Lottery Obesity

October 26, 2015

I notice that this Friday’s lottery is worth $55 million plus another $12 million in extra prizes. Beyond the issue of lotteries being a tax on the poor based entirely on a greedy society, the total prize fund seems ridiculous to me.

People will still buy the tickets if the prize was capped at, say, $25 million. After all, everyone is aware that the infinitesimally tiny odds of winning don’t change dramatically with the inflated prizes. And this week alone, for example, we would have an additional $47 million to distribute to help solve some of societiy’s genuine problems — affordable housing, mental health issues, increased use of food banks, infrastructure in First Nations’ communities, etc., etc.

This would produce hundreds of millions a year spread around for the general welfare. Wouldn’t this be more worthwhile than creating a small number of extremely lucky millionaires, while still allowing the “dreams” that $25 million could bring?

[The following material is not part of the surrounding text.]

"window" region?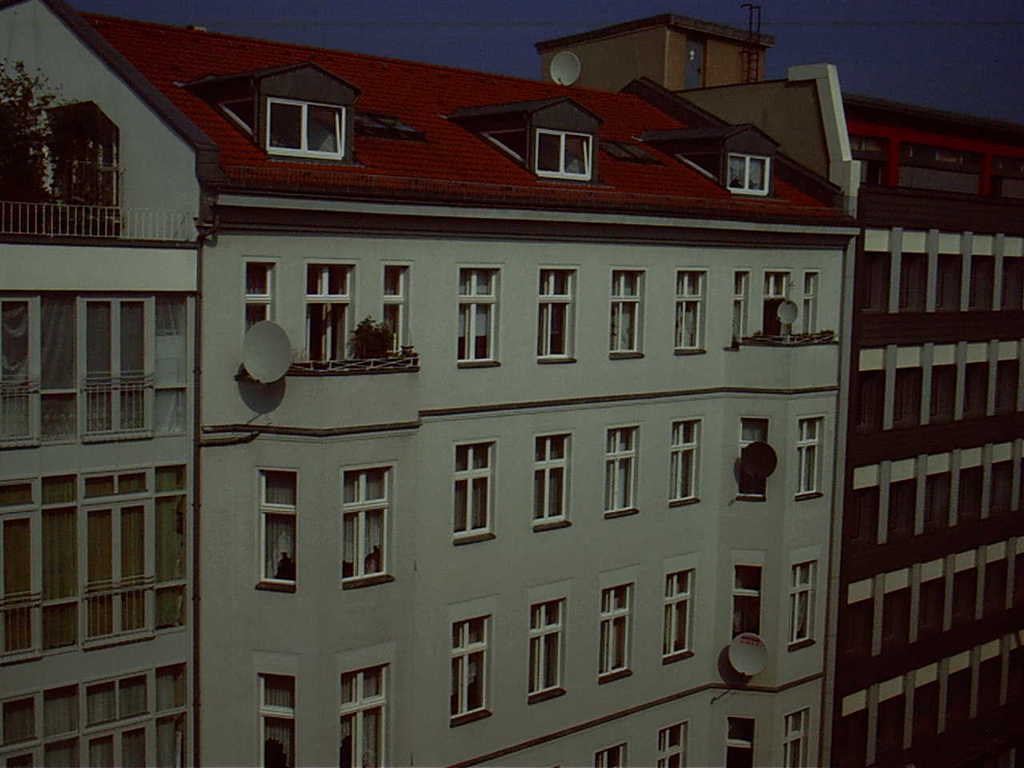
(732, 562, 766, 640)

Night Music: Days Like This

October 26, 2015


Poem: Southern Comfort

October 26, 2015

 

It was a slam bam thank you ma’am kind of night.

“It’s alright,” she said with a slight frisson of uncertainty perhaps

as she unwraps and taps the money-box on the dresser.

He pays to caress her, to possess her as she bumps and grinds

and too quickly finds the kind of passion paid for.

He wants more before he’ll leave: sixteen and still hard.

But she’s on guard, body barred against free love.

Push came to shove.  Above his pleas she screamed and screamed

until the apartment teemed with neighbours and passers-by

who wondered why this nigger came by and by to be in a white girl’s room.

 

It’s a warm, hormone-rushing, mosquito-swarming kind of night.

Fox-fire bright, passions tightly wound and sprung.

No brass bells are rung, no masses sung, but masses gather to enjoy

the black boy toy with the last of his time on a slippery slope

as the hempen rope grips and gropes for his hopeless neck.